(Stored items)
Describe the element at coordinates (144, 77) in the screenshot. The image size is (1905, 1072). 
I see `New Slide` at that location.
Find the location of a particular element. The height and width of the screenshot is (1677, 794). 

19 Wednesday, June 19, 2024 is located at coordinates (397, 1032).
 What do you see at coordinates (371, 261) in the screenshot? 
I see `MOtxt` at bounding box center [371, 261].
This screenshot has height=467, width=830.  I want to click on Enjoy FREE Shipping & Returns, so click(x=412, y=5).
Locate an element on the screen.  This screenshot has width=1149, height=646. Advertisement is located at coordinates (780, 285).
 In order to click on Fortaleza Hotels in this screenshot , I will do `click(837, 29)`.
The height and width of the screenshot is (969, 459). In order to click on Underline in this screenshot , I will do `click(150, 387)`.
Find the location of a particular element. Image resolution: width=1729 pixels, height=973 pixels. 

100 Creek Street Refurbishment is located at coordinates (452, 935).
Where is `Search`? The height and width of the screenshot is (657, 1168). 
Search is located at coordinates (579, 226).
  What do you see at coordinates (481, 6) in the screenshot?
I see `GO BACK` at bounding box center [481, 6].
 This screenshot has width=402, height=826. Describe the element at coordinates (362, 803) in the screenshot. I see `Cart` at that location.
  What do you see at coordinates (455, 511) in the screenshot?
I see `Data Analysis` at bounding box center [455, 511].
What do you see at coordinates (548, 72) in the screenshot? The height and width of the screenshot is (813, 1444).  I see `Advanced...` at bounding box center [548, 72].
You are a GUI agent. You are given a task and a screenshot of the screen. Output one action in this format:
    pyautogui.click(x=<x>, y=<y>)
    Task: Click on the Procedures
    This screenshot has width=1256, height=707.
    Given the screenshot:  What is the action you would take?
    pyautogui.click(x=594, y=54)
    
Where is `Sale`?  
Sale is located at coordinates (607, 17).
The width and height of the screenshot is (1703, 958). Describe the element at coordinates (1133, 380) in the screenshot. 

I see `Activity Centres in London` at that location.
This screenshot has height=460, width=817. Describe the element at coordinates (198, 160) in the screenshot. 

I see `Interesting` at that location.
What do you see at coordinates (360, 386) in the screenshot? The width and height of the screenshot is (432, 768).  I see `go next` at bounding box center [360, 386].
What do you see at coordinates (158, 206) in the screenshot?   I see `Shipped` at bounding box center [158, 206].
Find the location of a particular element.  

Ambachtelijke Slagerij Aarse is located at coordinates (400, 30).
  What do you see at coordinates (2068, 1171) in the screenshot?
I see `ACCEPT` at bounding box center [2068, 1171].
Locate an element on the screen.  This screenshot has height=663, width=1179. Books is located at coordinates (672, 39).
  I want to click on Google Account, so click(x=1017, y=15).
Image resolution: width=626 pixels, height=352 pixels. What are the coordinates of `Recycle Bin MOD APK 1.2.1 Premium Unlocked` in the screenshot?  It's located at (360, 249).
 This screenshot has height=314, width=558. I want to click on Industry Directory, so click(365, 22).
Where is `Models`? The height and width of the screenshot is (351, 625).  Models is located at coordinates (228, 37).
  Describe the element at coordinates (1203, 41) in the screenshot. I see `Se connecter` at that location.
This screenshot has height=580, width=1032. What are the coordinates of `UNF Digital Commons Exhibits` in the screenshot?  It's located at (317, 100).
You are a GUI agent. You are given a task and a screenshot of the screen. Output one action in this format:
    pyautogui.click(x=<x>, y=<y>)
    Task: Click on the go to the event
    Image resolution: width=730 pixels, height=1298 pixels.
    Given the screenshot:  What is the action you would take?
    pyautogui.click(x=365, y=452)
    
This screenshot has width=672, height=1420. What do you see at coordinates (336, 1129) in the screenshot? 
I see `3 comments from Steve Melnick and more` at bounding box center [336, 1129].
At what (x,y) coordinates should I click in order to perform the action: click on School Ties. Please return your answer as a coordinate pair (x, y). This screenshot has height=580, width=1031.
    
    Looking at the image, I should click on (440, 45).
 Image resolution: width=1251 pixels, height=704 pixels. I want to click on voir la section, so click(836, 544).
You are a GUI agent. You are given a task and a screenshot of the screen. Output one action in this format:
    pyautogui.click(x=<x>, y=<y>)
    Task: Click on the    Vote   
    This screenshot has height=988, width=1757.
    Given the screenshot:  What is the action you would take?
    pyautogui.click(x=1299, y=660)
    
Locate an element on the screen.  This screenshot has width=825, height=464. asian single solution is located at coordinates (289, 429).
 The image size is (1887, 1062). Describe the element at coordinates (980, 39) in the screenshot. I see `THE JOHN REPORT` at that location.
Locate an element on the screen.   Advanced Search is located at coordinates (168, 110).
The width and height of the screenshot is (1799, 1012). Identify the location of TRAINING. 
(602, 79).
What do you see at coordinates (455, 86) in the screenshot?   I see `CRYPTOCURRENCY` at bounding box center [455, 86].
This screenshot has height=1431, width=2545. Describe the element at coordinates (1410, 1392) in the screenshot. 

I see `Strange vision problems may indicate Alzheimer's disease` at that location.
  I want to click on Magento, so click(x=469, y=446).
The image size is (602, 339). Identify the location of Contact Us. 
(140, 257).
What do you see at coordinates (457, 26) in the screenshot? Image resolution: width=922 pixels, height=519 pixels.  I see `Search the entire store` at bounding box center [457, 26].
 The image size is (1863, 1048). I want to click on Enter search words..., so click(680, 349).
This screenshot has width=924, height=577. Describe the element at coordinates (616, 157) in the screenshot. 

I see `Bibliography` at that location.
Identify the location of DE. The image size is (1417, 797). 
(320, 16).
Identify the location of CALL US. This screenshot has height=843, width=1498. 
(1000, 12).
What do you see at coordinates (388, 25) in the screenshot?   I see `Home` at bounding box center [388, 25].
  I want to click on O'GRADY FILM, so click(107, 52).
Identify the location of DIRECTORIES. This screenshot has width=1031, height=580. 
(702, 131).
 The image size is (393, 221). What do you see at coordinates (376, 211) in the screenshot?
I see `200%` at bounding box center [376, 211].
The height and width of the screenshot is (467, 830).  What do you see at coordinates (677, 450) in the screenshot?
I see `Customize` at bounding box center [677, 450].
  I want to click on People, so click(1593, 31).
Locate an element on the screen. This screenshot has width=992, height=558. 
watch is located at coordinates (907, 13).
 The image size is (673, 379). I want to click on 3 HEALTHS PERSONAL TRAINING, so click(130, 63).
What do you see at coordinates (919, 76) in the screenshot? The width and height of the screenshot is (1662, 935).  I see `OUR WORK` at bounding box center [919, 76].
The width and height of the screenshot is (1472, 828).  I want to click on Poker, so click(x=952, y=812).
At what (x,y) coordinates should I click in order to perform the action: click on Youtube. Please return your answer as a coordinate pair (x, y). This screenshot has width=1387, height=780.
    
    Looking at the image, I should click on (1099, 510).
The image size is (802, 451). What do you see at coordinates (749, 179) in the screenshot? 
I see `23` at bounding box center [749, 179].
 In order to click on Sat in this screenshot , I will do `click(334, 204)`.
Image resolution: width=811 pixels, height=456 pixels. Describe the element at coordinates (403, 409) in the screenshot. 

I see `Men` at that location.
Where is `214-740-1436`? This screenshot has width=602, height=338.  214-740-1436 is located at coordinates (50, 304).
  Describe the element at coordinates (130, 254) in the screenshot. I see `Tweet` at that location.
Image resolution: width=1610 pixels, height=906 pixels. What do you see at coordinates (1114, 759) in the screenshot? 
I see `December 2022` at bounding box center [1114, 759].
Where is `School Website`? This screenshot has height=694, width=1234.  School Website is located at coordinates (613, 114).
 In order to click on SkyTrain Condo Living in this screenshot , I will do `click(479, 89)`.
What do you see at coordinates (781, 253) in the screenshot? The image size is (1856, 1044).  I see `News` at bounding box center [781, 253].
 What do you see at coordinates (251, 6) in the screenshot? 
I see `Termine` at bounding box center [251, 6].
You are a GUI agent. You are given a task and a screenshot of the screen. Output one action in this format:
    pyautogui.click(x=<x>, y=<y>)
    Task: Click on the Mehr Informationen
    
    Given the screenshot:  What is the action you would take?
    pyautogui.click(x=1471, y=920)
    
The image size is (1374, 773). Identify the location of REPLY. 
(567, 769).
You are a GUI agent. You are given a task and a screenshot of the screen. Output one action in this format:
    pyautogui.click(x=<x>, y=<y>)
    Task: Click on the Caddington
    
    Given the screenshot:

▶ **Problem to solve**
Say how many lines in the entries above contain the string "Advanced", offering no other words.

▶ **Answer space**
2